What will be the long-run economic effects of the United Kingdom’s decision to leave the European Union—informally known as Brexit? Compared with remaining in the European Union, there will inevitably be higher trade costs with the rest of Europe, which accounts for about half of all U.K. trade.
Chris is back from Tashkent with a head full of musings. How badly does the EU want the UK to leave? Quite badly, he thinks. Steve sort of agrees. But this week's unicorn chaser is the imminent collapse of the Bannonite populist project on both sides of the Atlantic. Steve sort of disagrees.
It is a tough path to challenge populism and confront the sham of the Brexit pushers. Disproving false claims takes time, patience, and lots of efforts.
Democracy is a fragile creation, and the Yale professor and historian of fascism Timothy Snyder should know. / His best selling book, ‘On Tyranny’, offers some practical and political advice for resisting authoritarianism. Professor Snyder had the American reader in mind when he wrote it. But can we learn anything from his work?
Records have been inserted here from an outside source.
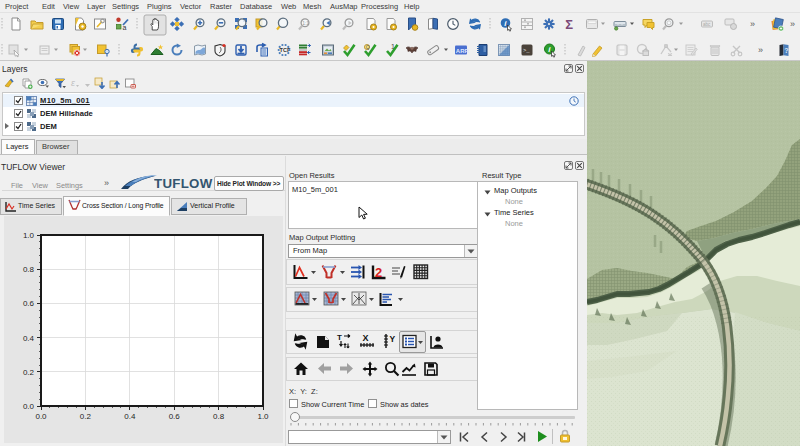 The width and height of the screenshot is (800, 446). What do you see at coordinates (569, 24) in the screenshot?
I see `svg-text: Σ` at bounding box center [569, 24].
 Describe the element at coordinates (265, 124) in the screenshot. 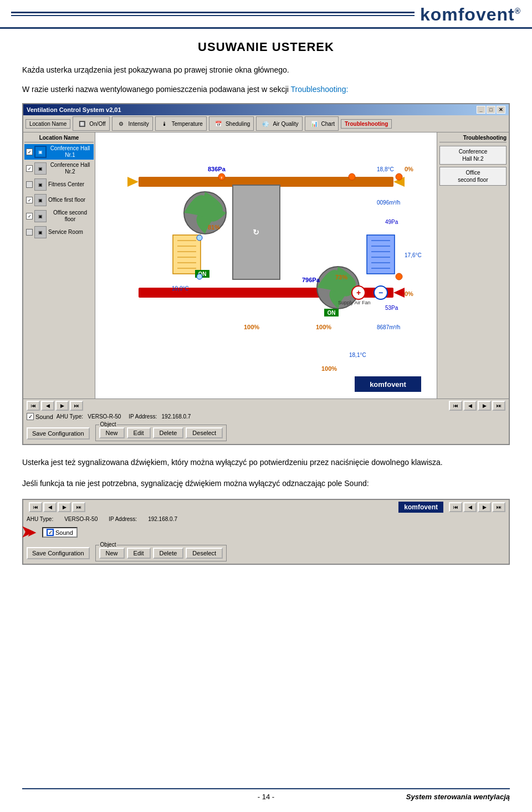

I see `airquality-icon: 💨` at that location.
'...my self-imposed task of documenting the Brexit impact has become a challenge not so much because of the difficultly of weighing up the positives and the negatives, but rather due to the sheer amount of damage Brexit is doing up and down the country, left, right and centre, and across sectors.'
Unchecked, unbalanced and channelling an unsavoury populism, a prime minister that I’ve helped to keep in check in the courts could soon be free to do whatever he pleases
World View: Far-right populists have quietly shelved their EU exit policies amid Brexit.
More than six years later, Trump’s rhetoric seems prescient for reasons he may not have intended. The right-wing populist shocks that hit both Britain and the United States in 2016 have exacerbated the internal dysfunctions within both countries’ right-wing parties.
Political leaders have paid tribute to former European Commission President Jacques Delors, who has died aged 98. / Serving from 1985 to 1995, Delors helped create the single market allowing the free movement of people, goods and services around the bloc. / He also laid the groundwork for the single European currency, the euro.
The former prime minister warned that “complacency” and “nostalgia” are the routes to a national decline and that the UK’s global influence has relied upon history, fortified by membership of the EU and close ties to the US.
Ex-Scottish Labour leader to focus on restoring faith in fact-based politics.
Amid withering criticism of project from likes of Ken Clarke, MoD learns it may not have to pay whole bill.
The Brexit vote made what could have been a passing fashion a near-permanent feature of our politics.
Populism over sense 23/08/2022
Britain first backed Brexit in a populist vote — albeit narrowly — a foolish move taking a slice of Britain’s economic strength. / Empty words and false and exaggerated claims combined with a dose of nationalism to tip the balance.
'However, Britain’s current political and economic prospects look grim. To say this is not to be unreasonably pessimistic, but simply to face facts.'
Donald Tusk hails "pro-EU majority" in European Parliament after populists under-perform expectations. / Seeing Britain's botched attempt to leave the European Union has vaccinated other EU countries against euroscepticism, the president of the European Council has said.
When thinking about what I might about say in this lecture it occurred to me that it would be appropriate to look at parliaments and sovereignty, which are hugely important concepts when it comes to understanding Euroscepticism and Britain’s place in the European Union (EU).
The Tory Party has been taken over by cynics and fantasists, says former Telegraph editor Max Hastings – which is why he has decided to vote Labour.
His admission that “Brexit has failed” shows once again that for Nigel Farage and the populist right, shifting the blame is second nature
Michael Heseltine says Brexit will be ’high on the agenda’ if Liz Truss loses general election. / The Tories will never win back younger voters as an anti-Europe and populist party, former cabinet ministers have warned – as they called for trade links with EU to be rebuilt.